Matt Randall and Lee Hall have known each other for years, with the pair helping to steer 90s John Peel favourites Beatglider. Joined by fellow Southend based musicians Roy Thirlwall and Leighton Jennings, it’s fair to say that Ghost Music have a history.
This weight of experience comes to the fore on their debut LP, with ‘I Was Hoping You’d Pass By Here’ deciding to wear its influences on its paisley pattern sleeve. So expect supremely dreamy guitar pop minimalism, with shades of Galaxie 500, K Records, and Flying Nun groups such as The Clean or even The Chills.
A superb genre piece, where this debut album excels is in its presentation. The lucid songwriting aims to recover lost memories, delving in the band’s own adolescence – those superbly well chosen influences – to create shadows, the ‘ghost music’ of the band’s name.

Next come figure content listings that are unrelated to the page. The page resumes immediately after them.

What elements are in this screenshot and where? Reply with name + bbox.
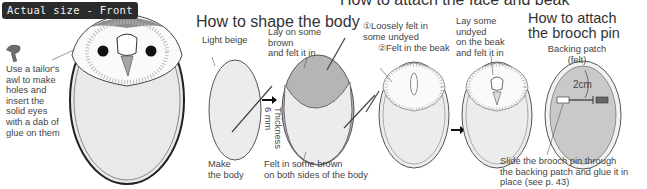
- label-thickness: Thickness 6 mm: [262, 107, 283, 149]
- section-title-face-beak: How to attach the face and beak: [340, 0, 569, 8]
- actual-size-badge: Actual size - Front: [2, 2, 138, 19]
- label-step2: ②Felt in the beak: [378, 43, 450, 54]
- face-step-2: [462, 56, 532, 168]
- brooch-back: [545, 61, 621, 169]
- owl-actual-size: [70, 14, 184, 184]
- label-backing-patch: Backing patch (felt): [535, 44, 619, 65]
- section-title-brooch: How to attach the brooch pin: [528, 11, 620, 41]
- label-lay-brown: Lay on some brown and felt it in: [268, 27, 321, 59]
- face-step-1: [366, 62, 449, 168]
- label-2cm: 2cm: [573, 80, 592, 91]
- awl-icon: [6, 45, 20, 63]
- label-step1: ①Loosely felt in some undyed: [363, 21, 428, 42]
- awl-note: Use a tailor's awl to make holes and ins…: [6, 64, 60, 138]
- label-lay-undyed: Lay some undyed on the beak and felt it …: [456, 16, 505, 58]
- arrow-right-icon: [262, 96, 277, 104]
- label-make-body: Make the body: [208, 159, 244, 180]
- label-slide-note: Slide the brooch pin through the backing…: [500, 156, 647, 188]
- label-light-beige: Light beige: [202, 35, 248, 46]
- label-felt-sides: Felt in some brown on both sides of the …: [264, 159, 368, 180]
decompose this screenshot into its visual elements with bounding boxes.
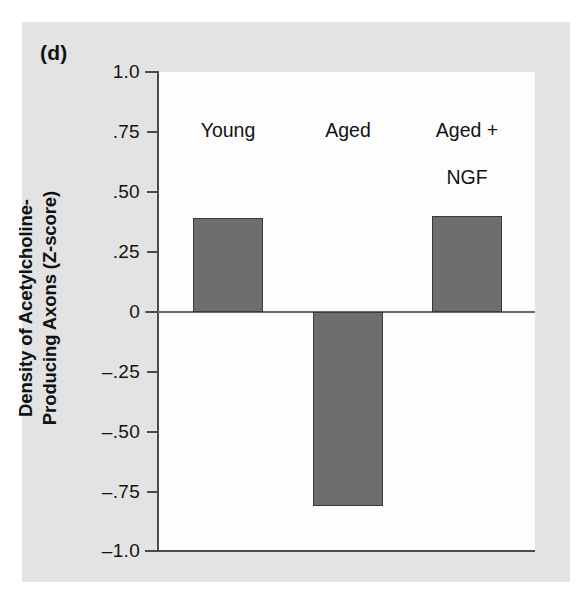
y-tick-mark-6 <box>147 371 158 373</box>
group-label-young: Young <box>183 95 273 166</box>
y-tick-label-6: –.25 <box>36 361 140 383</box>
y-tick-label-9: –1.0 <box>36 540 140 562</box>
y-tick-label-5: 0 <box>36 301 140 323</box>
y-tick-label-7-wrap: –.50 <box>36 421 140 443</box>
y-tick-label-7: –.50 <box>36 421 140 443</box>
y-tick-label-3-wrap: .50 <box>36 181 140 203</box>
group-label-aged: Aged <box>303 95 393 166</box>
y-tick-label-8-wrap: –.75 <box>36 481 140 503</box>
group-label-aged-ngf-line-1: Aged + <box>422 119 512 143</box>
y-tick-label-9-wrap: –1.0 <box>36 540 140 562</box>
y-tick-mark-2 <box>147 131 158 133</box>
bar-aged-ngf <box>432 216 502 312</box>
y-tick-label-6-wrap: –.25 <box>36 361 140 383</box>
y-tick-label-2-wrap: .75 <box>36 121 140 143</box>
y-tick-label-2: .75 <box>36 121 140 143</box>
figure-container: (d) Density of Acetylcholine- Producing … <box>0 0 585 607</box>
bar-aged <box>313 312 383 506</box>
y-tick-mark-5 <box>147 311 158 313</box>
y-tick-mark-3 <box>147 191 158 193</box>
y-tick-mark-4 <box>147 251 158 253</box>
group-label-aged-line-1: Aged <box>303 119 393 143</box>
group-label-aged-ngf-line-2: NGF <box>422 166 512 190</box>
y-axis-title-line-1: Density of Acetylcholine- <box>14 148 38 468</box>
y-tick-mark-1 <box>147 71 158 73</box>
y-tick-label-8: –.75 <box>36 481 140 503</box>
y-tick-label-1: 1.0 <box>36 61 140 83</box>
y-tick-label-1-wrap: 1.0 <box>36 61 140 83</box>
y-tick-label-3: .50 <box>36 181 140 203</box>
bar-young <box>193 218 263 312</box>
y-tick-label-4: .25 <box>36 241 140 263</box>
y-tick-mark-7 <box>147 431 158 433</box>
group-label-young-line-1: Young <box>183 119 273 143</box>
y-tick-label-5-wrap: 0 <box>36 301 140 323</box>
x-axis-bottom-line <box>145 550 535 552</box>
y-tick-mark-9 <box>147 550 158 552</box>
y-tick-label-4-wrap: .25 <box>36 241 140 263</box>
group-label-aged-ngf: Aged + NGF <box>422 95 512 214</box>
y-tick-mark-8 <box>147 491 158 493</box>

So opening track ‘Home Dog’ chugs like the Reid Brothers during their imperial gloom pop phase, ‘Strange Love’ chimes like a lost cut from ‘This Is Our Music’, and ‘This Kingdom’ has that strange, wistful nature that characterises so much of Calvin Johnson’s output.
It’s the sound of indie pop becoming self-aware about its own capacity for memory, a genre becoming nostalgic for the process of nostalgia. What keeps Ghost Music from becoming too introverted, though, is the wonderfully hewn songwriting, the manner in which those influences are played around with in a respectful but never reverential fashion.

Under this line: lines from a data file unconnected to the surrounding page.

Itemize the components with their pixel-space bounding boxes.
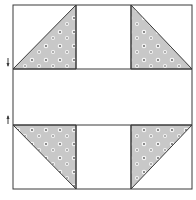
triangles bbox=[13, 5, 192, 189]
triangle-bottom-left bbox=[13, 125, 76, 189]
up-arrow-icon bbox=[7, 115, 10, 124]
triangle-bottom-right bbox=[131, 125, 192, 189]
triangle-top-left bbox=[13, 5, 76, 69]
arrows bbox=[7, 58, 10, 124]
outline bbox=[13, 5, 192, 189]
block-border bbox=[13, 5, 192, 189]
down-arrow-icon bbox=[7, 58, 10, 67]
triangle-top-right bbox=[131, 5, 192, 69]
quilt-block-diagram bbox=[0, 0, 196, 200]
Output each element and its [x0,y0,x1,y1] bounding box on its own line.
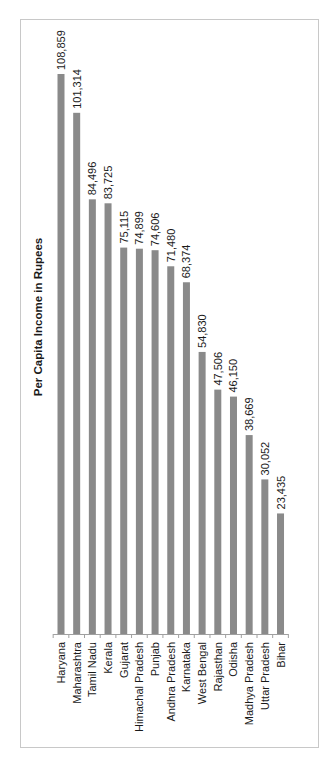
bar [183,282,190,634]
bar [167,266,174,634]
value-label: 71,480 [165,229,177,263]
value-label: 108,859 [55,30,67,70]
category-label: Andhra Pradesh [165,642,177,722]
category-label: Bihar [275,642,287,668]
category-label: West Bengal [196,642,208,704]
category-label: Uttar Pradesh [259,642,271,710]
value-label: 47,506 [212,352,224,386]
category-label: Himachal Pradesh [133,642,145,732]
bar [105,203,112,634]
value-label: 74,606 [149,213,161,247]
value-label: 83,725 [102,166,114,200]
bar [152,250,159,634]
bar [214,390,221,634]
category-label: Kerala [102,641,114,674]
value-label: 101,314 [71,69,83,109]
bar [120,248,127,634]
category-label: Haryana [55,641,67,683]
value-label: 54,830 [196,314,208,348]
bar [58,74,65,634]
bar [246,435,253,634]
chart-title-text: Per Capita Income in Rupees [32,238,44,397]
value-label: 30,052 [259,442,271,476]
category-label: Rajasthan [212,642,224,692]
chart-title: Per Capita Income in Rupees [32,238,44,397]
chart: Per Capita Income in Rupees 108,859101,3… [0,0,335,770]
value-label: 68,374 [180,245,192,279]
bar [73,113,80,634]
value-label: 38,669 [243,397,255,431]
category-label: Karnataka [180,641,192,692]
bar [277,513,284,634]
bar [89,199,96,634]
category-label: Tamil Nadu [86,642,98,697]
category-label: Punjab [149,642,161,676]
value-label: 46,150 [227,359,239,393]
value-label: 74,899 [133,211,145,245]
category-label: Odisha [227,641,239,677]
value-label: 84,496 [86,162,98,196]
bar [136,249,143,634]
value-label: 75,115 [118,211,130,244]
bar [230,397,237,634]
category-label: Maharashtra [71,641,83,704]
category-label: Gujarat [118,642,130,678]
bar [199,352,206,634]
category-label: Madhya Pradesh [243,642,255,725]
bar [261,479,268,634]
value-label: 23,435 [275,476,287,510]
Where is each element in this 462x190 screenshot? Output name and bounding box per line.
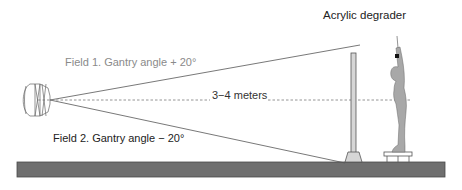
distance-label: 3−4 meters [212, 89, 267, 102]
acrylic-degrader-stand [345, 53, 362, 162]
field-2-label: Field 2. Gantry angle − 20° [53, 132, 184, 145]
gantry-head-icon [23, 84, 50, 116]
treatment-setup-diagram: Acrylic degrader Field 1. Gantry angle +… [0, 0, 462, 190]
patient-platform [384, 152, 412, 162]
field-1-beam-edge [50, 45, 360, 100]
patient-figure [391, 36, 407, 152]
floor [17, 162, 445, 177]
field-1-label: Field 1. Gantry angle + 20° [65, 56, 196, 69]
acrylic-degrader-title: Acrylic degrader [323, 9, 406, 22]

‘Blind Spot’ opens with some Galaxie 500 style strummed guitars, before making way for a Mary Chain buzzsaw guitar solo, but these snippets are blended by that effortlessly sighing vocals which warn of a heart that beats “so slow”.
‘I Was Hoping You’d Pass By Here’ has a real pop fixation – songs rarely stray beyond the three minute mark – but this helps keep each idea succinct, refusing to lapse into self-indulgence. Adorable folk-influenced nugget ‘Queen Of England’ dissects the collapse of a relationship, the beauty acoustic guitar line set against glacial moments of melody and a half-spoken vocal that disarms in its directness:
“Well we might be sad or happy, but neither really knows, for there is nothing that is good or bad but thinking makes it so…”
Strictly minimal and hopelessly lovelorn, ‘I Was Hoping You’d Pass By Here’ has a charm entirely of its own. Well worth seeking out.
8/10
– – –
– – –
Join us on Vero, as we get under the skin of global cultural happenings. Follow Clash Magazine as we skip merrily between clubs, concerts, interviews and photo shoots. Get backstage sneak peeks and a true view into our world as the fun and games unfold.